In 3rd century Egypt, one Desert Father or hermit used to cover his cheese with a bitter powder so that he could continue to eat it — but without pleasure.

However, it was the Welsh who really took to cheese. In one folk tale, a farmer woos a spirit who lives in a lake by leaving bread and cheese on the shore: she finally consents to be his wife when he throws an entire wheel of cheese into the water.

It was said that the Tylwyth Teg, or Welsh fairies, would sneak into dairies at night to drink milk straight from the udder.

A gag from a Tudor-era Welsh jokebook sums it up best. God, fed up by the non-stop chatter of all the Welsh men and women in heaven, orders St Peter to get rid of them. So the guardian of the Pearly Gates goes outside, stands on a cloud and bellows: ‘Toasted cheese! Come and get it!’

When the Welsh all rush out of the gates, he locks them again.

Palmer includes a recipe for Welsh rarebit or toasted cheese: he advises melting it with beer, salt and pepper before spreading it on to bread and grilling it. To read that and be unable to try it is, I must say, downright cruel.

Cheese also played a part in the Hundred Years’ War between Britain and France. It was said that at Neufchatel in Normandy, so many French girls fell for English soldiers that when our Army retreated, the lovesick dairymaids began moulding cheeses into heart-shapes. Creamy Neufchatel is still famous for that distinctive shape today.

Less well-known is the Nottingham Cheese War of 1766. This broke out at the annual Goose Fair, when a travelling party of cheesemongers from neighbouring Lincolnshire tried to load on to their carts a consignment of cheese they had just bought.

A band of local toughs tackled them, shouting that the merchants were not to ‘stir a cheese till the town is first served’.

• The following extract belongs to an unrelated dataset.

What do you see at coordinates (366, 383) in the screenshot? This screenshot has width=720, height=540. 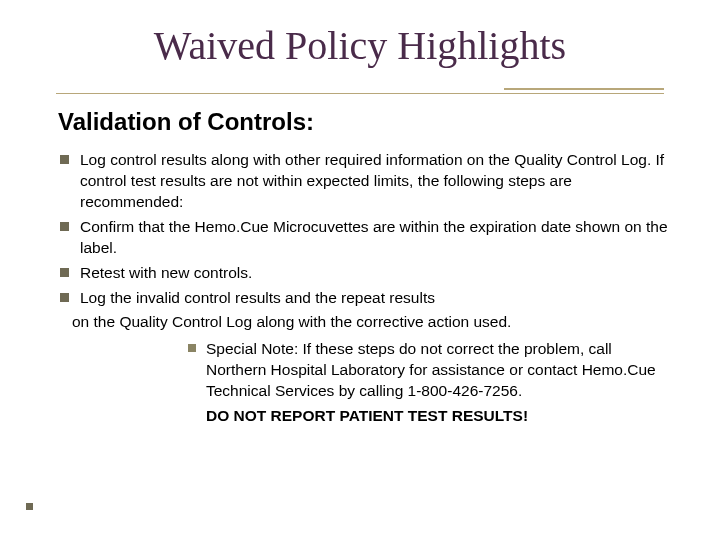 I see `sub-bullet-list: Special Note: If these steps do not corr…` at bounding box center [366, 383].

The bully-boys were worried that with so much cheese being exported, local prices would rise. The riot got out of hand, the militia were called and shots were fired. The mayor was bowled over by a runaway cheese. And a merchant named William Egglestone, who was trying to guard his own cheese, was accidentally shot and killed.

With such a rough reputation, perhaps it was inevitable that by prudish Victorian times cheese was considered a little vulgar, fit only for soldiers and labourers. In polite society it was generally held that young ladies should never eat it.

In the 20th century, though, we revelled in the rollicking, honest image that cheese exuded. It was good food for the working man. How disappointing, then, to learn from Palmer that the ploughman’s lunch was dreamed up by an ad-man for the Milk Marketing Board, as a ruse to persuade people to eat cheese instead of crisps or pork scratchings in the pub.

This minor deception can’t disguise the fact that Britain is a land of cheeses. The French president Charles de Gaulle once lamented that his countrymen were ungovernable because they ate so many varieties — 246 in total.

But Britain today boasts more than 700 different kinds of cheese. No wonder we’re such an unruly, opinionated lot.

  • A Cheesemonger’s History Of The British Isles, by Ned Palmer, is published by Profile at £9.99.